Penn Medicine News Jun 28, 2017

Penn study highlights one possible reason why “ICU boarders” tend to suffer worse outcomes.
Overcrowding of intensive care units (ICUs) is a growing problem in American hospitals, often resulting in the need to place patients in alternate intensive care units within a hospital. Research has indicated that these “ICU boarder” patients – for example, a brain surgery patient staying in a cardiac ICU – have worse outcomes as a result of this alternate placement, and now, a new study suggests one reason for these worse outcomes is that ICU boarders, compared to non–boarders, appear to get markedly less attention from doctors and other caregivers.

The study was published online in the American Journal of Surgery.

“In this study, surgical ICU patients boarding in non–home units were more likely to be seen at the end of rounds, and on the whole received less bedside attention from ICU provider teams,” said lead author Andrew M. Nunn, MD, an assistant professor of Surgery at Wake Forest School of Medicine, who was a fellow in Traumatology at the Perelman School of Medicine at the time of the study.

The study comes as American ICU resources are increasingly strained — by an aging population, more use of complex surgical procedures, and a shortage of intensive care specialists. To cope with overcrowded ICUs, hospitals commonly board critical patients in alternate ICU facilities, often on different floors or otherwise at significant distances from the “home ICU.” Several recent studies, including a 2014 study by José L. Pascual, MD, PhD, FACS, FCCM, FRCSC, an associate professor of Traumatology, Surgical Critical Care and Emergency Surgery and senior author on the new study, have found a higher rate of adverse outcomes among these ICU boarders. Those findings hint that boarders tend to receive less active care than their home ICU counterparts.
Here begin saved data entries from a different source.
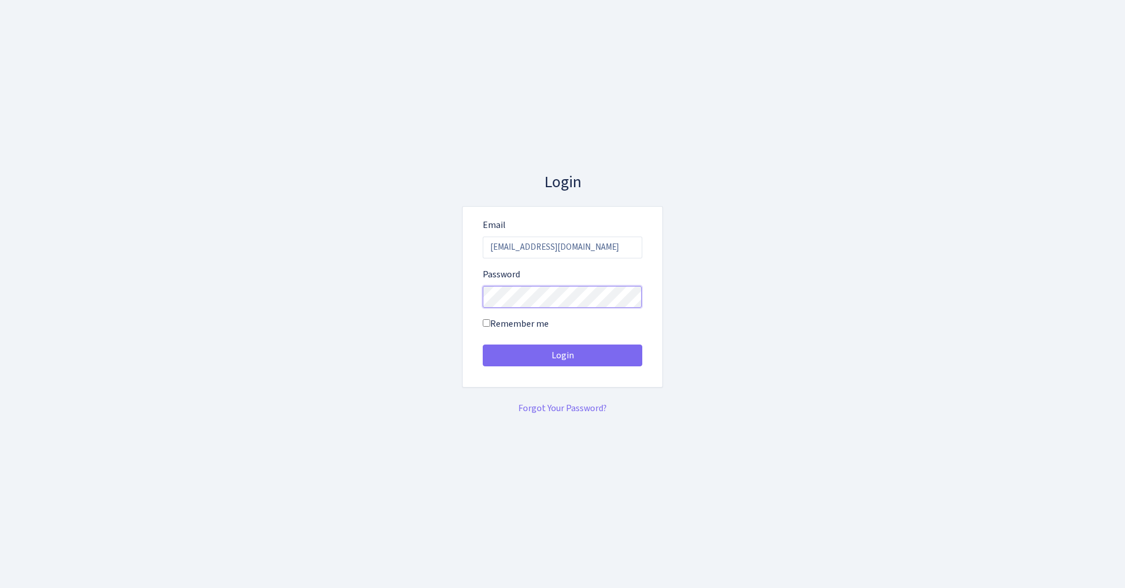  I want to click on button: Login, so click(563, 355).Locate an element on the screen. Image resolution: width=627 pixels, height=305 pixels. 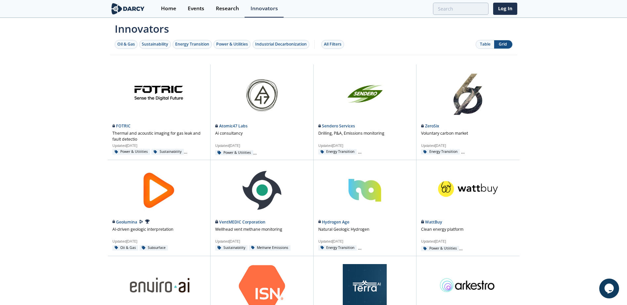
a: Atomic47 Labs is located at coordinates (231, 126).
To investigate the hypothesis, the Penn researchers systematically examined routine clinical encounters – known as rounds – between caregivers and patients associated with a Penn surgical ICU.

In over 500 such rounding instances, the researchers found that caregivers spent about 16 percent less time on rounds with boarder patients, compared to non–boarding patients. Even when adjusting for patient age, health status and other characteristics, and comparing the times of each rounding visit to the ICU patient average for that day, there remained a significant difference between rounding times for boarders and rounding times for non–boarders.
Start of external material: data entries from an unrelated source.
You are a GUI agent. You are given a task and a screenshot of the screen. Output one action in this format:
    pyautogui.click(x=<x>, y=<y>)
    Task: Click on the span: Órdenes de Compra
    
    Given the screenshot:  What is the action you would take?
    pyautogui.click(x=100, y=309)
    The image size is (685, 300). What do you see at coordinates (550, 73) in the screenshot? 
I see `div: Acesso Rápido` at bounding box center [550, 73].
The boarders were also far more likely to be visited by caregiver teams at the end of rounds, when care teams presumably are at least mildly more fatigued. About 71 percent of boarders were seen in the last fifth of rounds, compared to only about 13 percent of non–boarders. More boarders in an ICU also meant more use of the telephone, hinting at a greater reliance on “phone medicine” than face–to–face assessment.

On the whole, the results confirm that boarding patients receive less medical attention, at least during rounds. The researchers suggest several possible causes for this shortfall in rounding care. Most obviously, the distance between the home–ICU and boarding–ICU places an additional burden on home–ICU–based care providers. Home–ICU care teams may also feel a reduced sense of “ownership” of patients housed in other ICUs. For their part, nursing staff in boarding ICUs may not have the full skill set needed for the optimal care of their boarders.

As a result of the mounting evidence, providers at Penn Medicine’s surgical ICU are now encouraged to do rounds on boarding patients first rather than last. Other changes include the promotion of better communication between home–ICU care teams and boarding–ICU nurses, and the designation of ICU “generalist” nurses.